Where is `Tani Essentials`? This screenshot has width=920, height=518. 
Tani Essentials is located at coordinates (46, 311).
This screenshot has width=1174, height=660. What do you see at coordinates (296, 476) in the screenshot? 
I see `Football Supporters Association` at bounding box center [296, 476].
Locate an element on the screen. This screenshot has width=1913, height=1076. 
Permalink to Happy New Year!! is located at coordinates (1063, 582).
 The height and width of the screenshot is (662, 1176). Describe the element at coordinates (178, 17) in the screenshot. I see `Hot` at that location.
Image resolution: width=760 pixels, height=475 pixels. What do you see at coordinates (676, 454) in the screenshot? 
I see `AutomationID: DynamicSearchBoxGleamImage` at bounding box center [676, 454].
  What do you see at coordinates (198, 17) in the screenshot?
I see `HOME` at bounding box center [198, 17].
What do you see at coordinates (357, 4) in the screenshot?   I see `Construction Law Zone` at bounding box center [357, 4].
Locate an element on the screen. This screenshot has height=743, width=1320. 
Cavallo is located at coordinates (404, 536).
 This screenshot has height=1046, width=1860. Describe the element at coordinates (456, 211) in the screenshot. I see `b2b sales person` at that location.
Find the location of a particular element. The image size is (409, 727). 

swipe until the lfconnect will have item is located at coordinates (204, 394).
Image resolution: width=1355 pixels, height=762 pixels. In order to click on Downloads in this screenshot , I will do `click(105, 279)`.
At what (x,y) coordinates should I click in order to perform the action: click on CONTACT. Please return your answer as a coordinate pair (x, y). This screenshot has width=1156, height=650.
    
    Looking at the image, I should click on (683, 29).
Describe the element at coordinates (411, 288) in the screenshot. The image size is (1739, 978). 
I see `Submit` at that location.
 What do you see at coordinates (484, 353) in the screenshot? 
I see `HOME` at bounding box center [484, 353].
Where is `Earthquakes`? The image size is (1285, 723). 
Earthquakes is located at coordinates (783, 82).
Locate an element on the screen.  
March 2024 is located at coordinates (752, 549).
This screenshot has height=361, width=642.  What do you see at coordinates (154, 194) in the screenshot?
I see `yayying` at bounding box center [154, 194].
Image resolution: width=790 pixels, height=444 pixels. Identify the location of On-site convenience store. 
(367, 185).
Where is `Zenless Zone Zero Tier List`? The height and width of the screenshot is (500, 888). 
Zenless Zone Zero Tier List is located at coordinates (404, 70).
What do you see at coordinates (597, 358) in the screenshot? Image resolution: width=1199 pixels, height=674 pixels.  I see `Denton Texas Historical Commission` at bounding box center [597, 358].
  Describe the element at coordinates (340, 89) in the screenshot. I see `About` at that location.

_ _ _ _

AIM OF THE TASK: Set down nothing but the lines from the one containing "This screenshot has height=361, width=642." through the final line above, exactly as written.

EXPECTED ANSWER:
This screenshot has height=361, width=642.  What do you see at coordinates (154, 194) in the screenshot?
I see `yayying` at bounding box center [154, 194].
Image resolution: width=790 pixels, height=444 pixels. Identify the location of On-site convenience store. 
(367, 185).
Where is `Zenless Zone Zero Tier List`? The height and width of the screenshot is (500, 888). 
Zenless Zone Zero Tier List is located at coordinates (404, 70).
What do you see at coordinates (597, 358) in the screenshot? Image resolution: width=1199 pixels, height=674 pixels.  I see `Denton Texas Historical Commission` at bounding box center [597, 358].
  Describe the element at coordinates (340, 89) in the screenshot. I see `About` at that location.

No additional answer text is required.